Normal has indeed been a bit disappointing for some of the scrutineers this season and tales have developed of a churlish and resentful figurehead. Dettori told us at a press launch on Monday that his blood is richly Italian and volatile, which may make him the character he is but is also fuel for those searching for the underbelly.

"For him to come back for those winter tours all over the place and lift himself again wasn't easy," Gosden says. "You need your stables to be in good form at the start of a season to help lift your spirits and none of his were firing. If your horses aren't kicking in - which he suffered this spring with me, Godolphin and [David] Loder, his three main yards - the days are longer and more tiring because the adrenalin isn't there to keep you flowing.

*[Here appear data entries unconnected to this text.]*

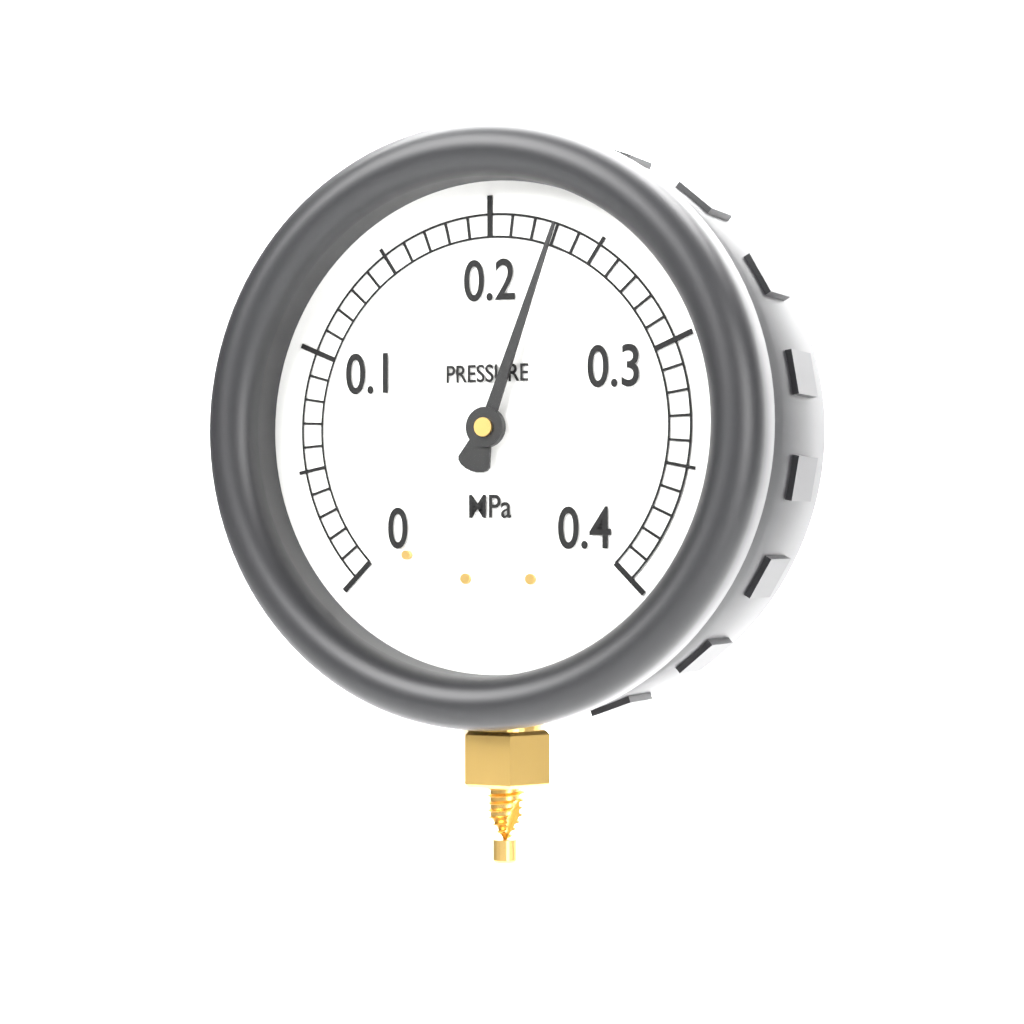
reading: 0.23 MPa
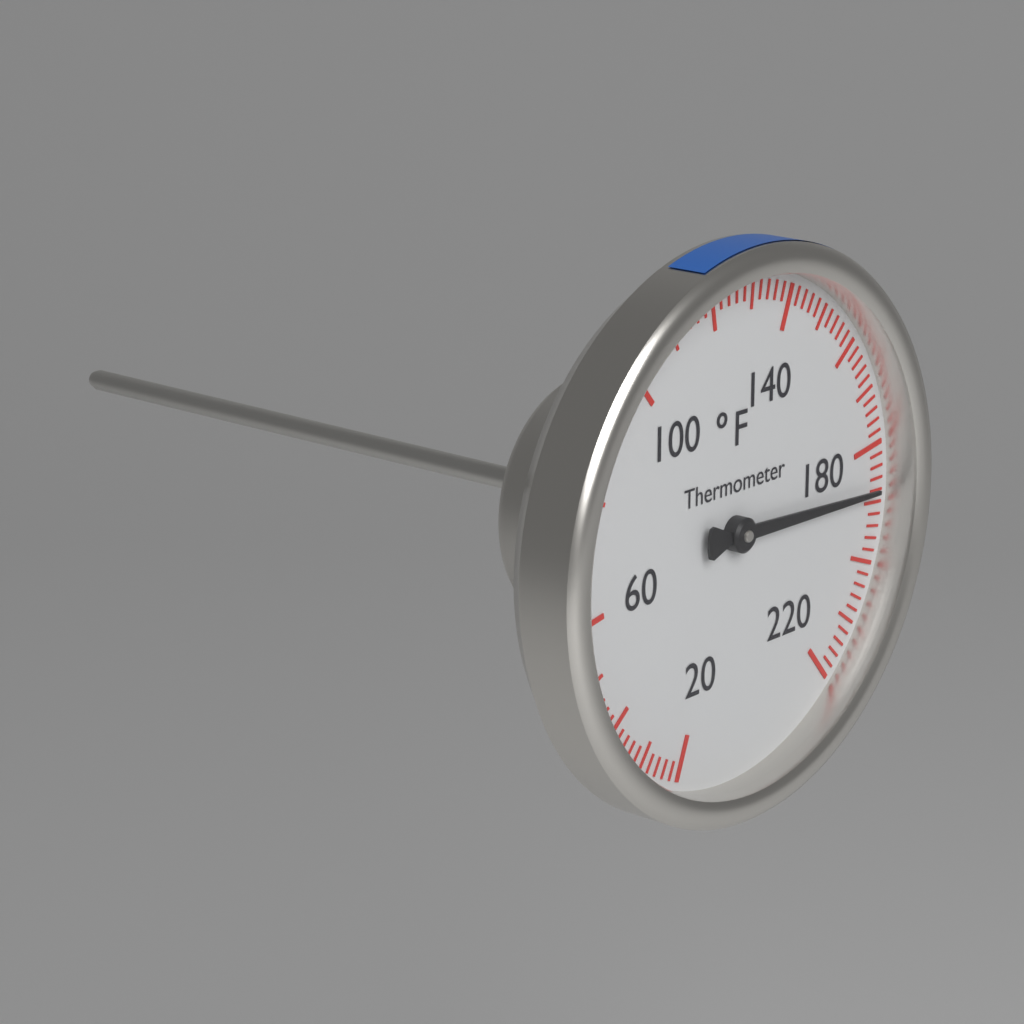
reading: 188 °F
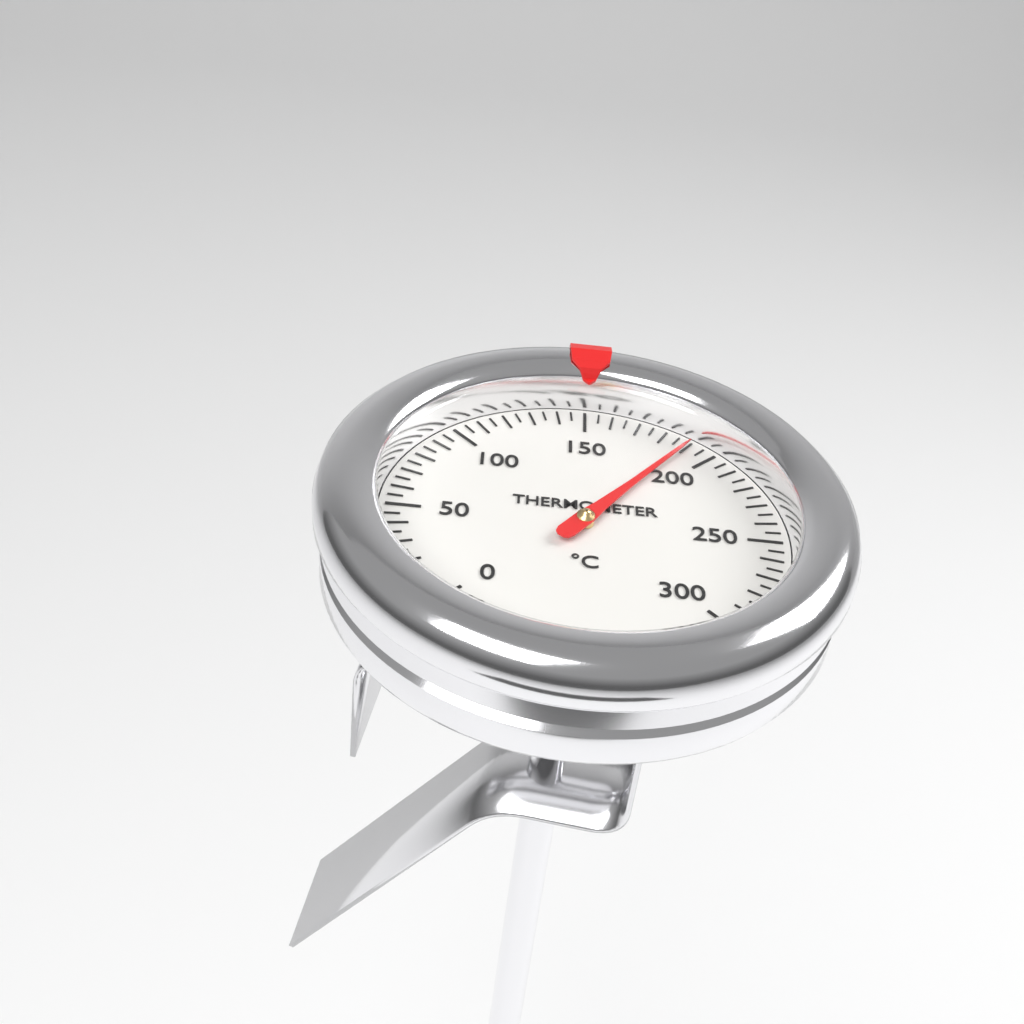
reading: 190 °C
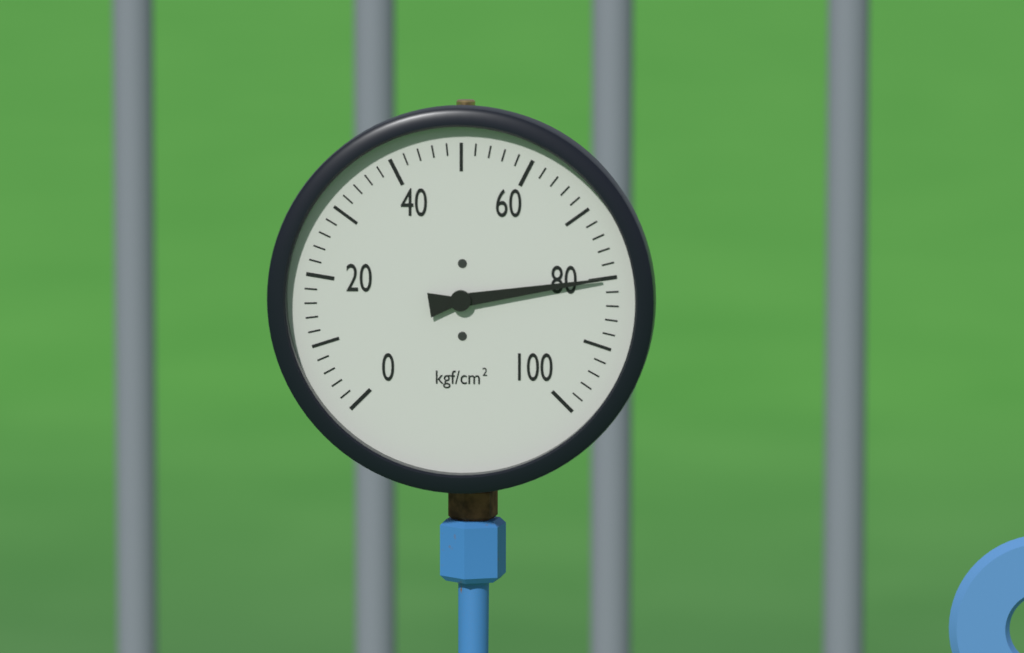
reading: 80 kgf/cm²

"Godolphin, in particular, were in appalling form and Frankie was watching all the finishes at the York May meeting on the big screen at the furlong pole with the rest of the field a good 20 lengths in front. If you're not on the right horses and not winning races it becomes very frustrating. You go through the same effort and then find the horses aren't good enough.

"And we're talking about a passionate jockey here, not an automated machine, and consequently when it's not flowing for him he shows it. If he didn't he wouldn't be the same competitor. If the frustrations are there he expresses it, he doesn't pretend everything is great while the crockery is being thrown about. He's always been a person who shows his emotions and wears his heart on his sleeve."

So when Frankie Dettori gives a performance this afternoon it will be well worth receiving. It may be repetitive, it may be hackneyed but he has got bored of it long before his audience.